Peter Brandt, a veteran futures market trader, identified a channel pattern on Bitcoin’s daily chart that could keep odds low for BTC reaching $250,000 in 2026. Technical analysis reveals that Bitcoin bounced at the upper boundary near $79,500 as resistance.

If the correction persists, the cryptocurrency risks declining toward the channel’s lower boundary, around $69,000, potentially during May. A break below that lower trend line could push Bitcoin toward $50,000 or lower territory if the setup unfolds as intended.

The Halving Cycle Tells a Different Story

Bitcoin’s price cycles have historically followed a clear pattern tied to its four-year halvings. Cycle peaks consistently occurred 12 to 18 months after each event. In 2012, the peak arrived within 12 months. The 2016 halving saw its top in 17 months, while the 2020 halving peaked after 18 months. The April 2024 halving fits squarely into this timeline. Bitcoin reached its all-time high of $126,000 in October 2025, roughly 17 to 18 months later—precisely where historical patterns suggested it would occur.

Bitcoin price performance since halving

Now, in late April 2026—over 24 months post-halving—BTC trades around $77,000, down 38% to 40% from that peak. This alignment strongly suggests the 2025 high may represent the cycle top, casting serious doubt on new highs for the remainder of 2026. The data speaks clearly: historical precedent indicates the bull phase has already concluded.

The “Sell in May” pattern adds another layer of caution to the narrative. During US midterm election years, Bitcoin has demonstrated a recurring tendency to decline sharply as spring turns to summer. In 2014, BTC dropped 61%. In 2018, the decline reached 65%. In 2022, Bitcoin fell 66%. Each of these declines began around May of those respective election years. Applying a similar framework to 2026, analysts project a potential decline exceeding 60%, which would place BTC near the $30,000 level.

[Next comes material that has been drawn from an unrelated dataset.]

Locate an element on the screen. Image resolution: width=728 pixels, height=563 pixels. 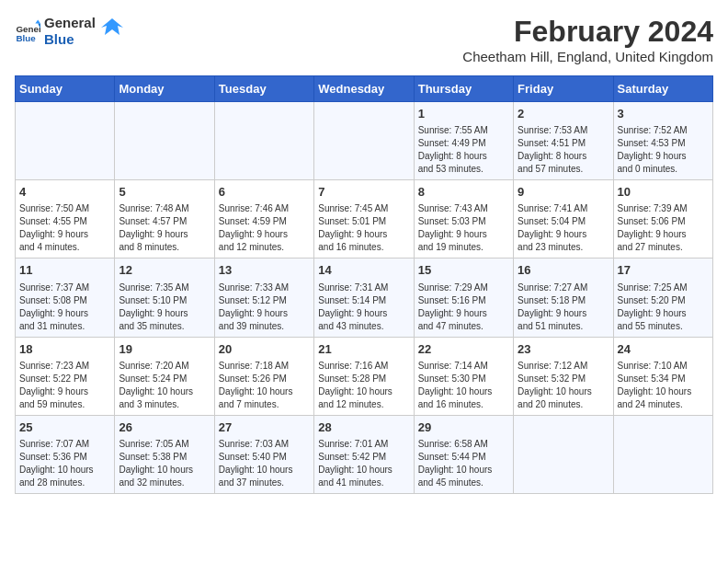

BTC/USD one-month chart. Source: TradingView/Merlijn The Trader

Midterm elections historically raise uncertainty over congressional control and policy direction. As campaign rhetoric intensifies in spring, investors cut risk exposure, slow buying activity, and brace for volatility. That backdrop significantly weakens the case for Bitcoin reaching $250,000 by year-end, even though several analysts—including those from Bernstein—see room for a more modest rebound toward the $100,000 to $150,000 range.

The gap between bullish predictions and technical reality widens each day. While some remain committed to the $250,000 narrative, the evidence increasingly suggests such optimism rests on hope rather than historical precedent or chart patterns. Bitcoin traders and investors must contend with a market that appears primed for disappointment rather than explosive upside.